LESSON ONE: Be sure not to have your candidate deliver a speech with lots of media attention in a stadium that has lots of empty seats in camera range.
LESSON TWO: Don’t deliver boilerplate or deliver a line that was highly ridiculed by cable pundits and late night comedians. You’ve heard of “life imitating art?” This is “life imiitating snark.”
Once again, Team Obama must be smiling and Barack Obama as you read this is probably bursting out into song but it’s the Romney’s camp that should be singing the blues: Romney’s highly touted speech in Detroit could be added to the Unites States’ nuclear arsenal on several fronts. The Hill:
Mitt Romney spoke to several empty seats Friday in Detroit, in a speech that offered Democrats more fodder for their attacks and failed to deliver the major economic address his campaign promised.
You could argue that this was an empty suit talking to empty seats…
Television cameras showed rows of empty chairs as Romney rehashed many of the policies and quips he’d used in previous speeches, made a few jokes that appeared to fall flat with the audience and said that his wife, Ann, drives “a couple of Cadillacs,” which will likely give Democrats more ammunition for their depiction of him as rich and out of touch.
And you have to read this if you’re a political junkie and be truly stunned. Did he REALLY do this?
The former Massachusetts governor also repeated a line that has been the butt of jokes by late-night comedians — that Michigan has good-sized
“This feels good, being back in Michigan,” he said. “The trees are the right height. The streets are just right.”
Romney then listed the various cars he and his wife own.
“I drive a Mustang and Chevy pickup truck,” he said. “Ann drives a couple of Cadillacs, actually. I used to have a Dodge truck, so I used to have all three [Detroit manufacturers] covered.”
Polls show Romney is back in the lead in his home state of Michigan, which is considered a must-win for him. The primary is Tuesday.
QUESTION: Is Mitt Romney running for President or to be a regular SNL feature?
Here’s a suggested theme song for the Romney campaign — sung by Clint Eastwood:
UPDATE: Plutocrap says:
Willard truly is a man of the 1%, by the 1%, and for the 1%.

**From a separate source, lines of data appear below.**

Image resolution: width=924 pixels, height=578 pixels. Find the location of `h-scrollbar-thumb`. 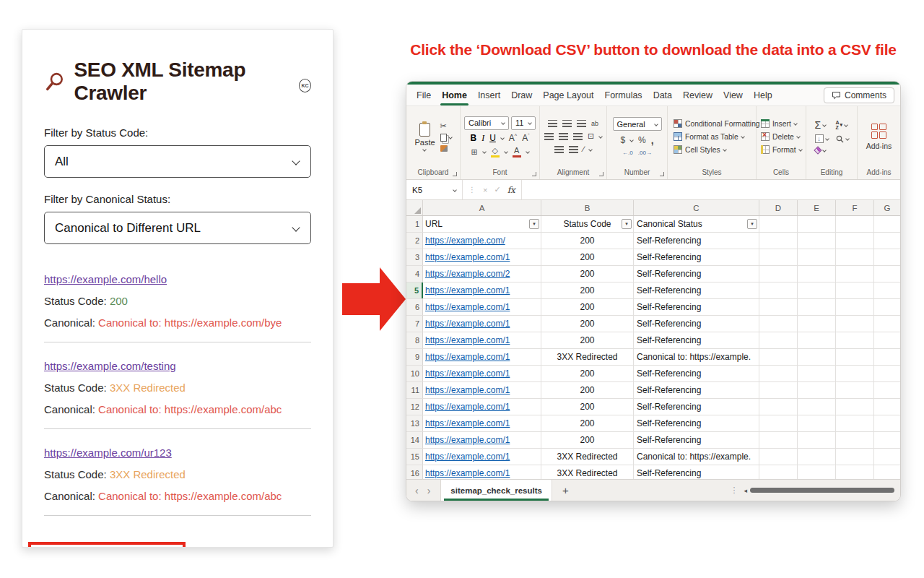

h-scrollbar-thumb is located at coordinates (822, 490).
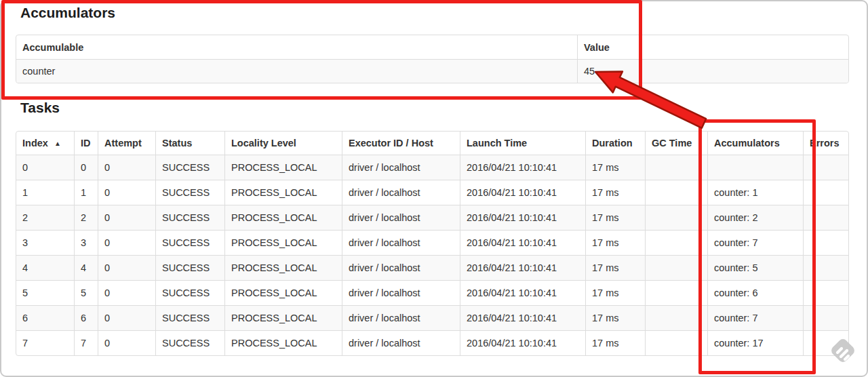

And 1% is apparently about the number of available seats he managed to fill up for his BIG, really BIG, economic policy speech in Michigan.
The native son doesn’t appear to be getting much of a welcome home, does he?
Joe Gandelman is a former fulltime journalist who freelanced in India, Spain, Bangladesh and Cypress writing for publications such as the Christian Science Monitor and Newsweek. He also did radio reports from Madrid for NPR’s All Things Considered. He has worked on two U.S. newspapers and quit the news biz in 1990 to go into entertainment. He also has written for The Week and several online publications, did a column for Cagle Cartoons Syndicate and has appeared on CNN.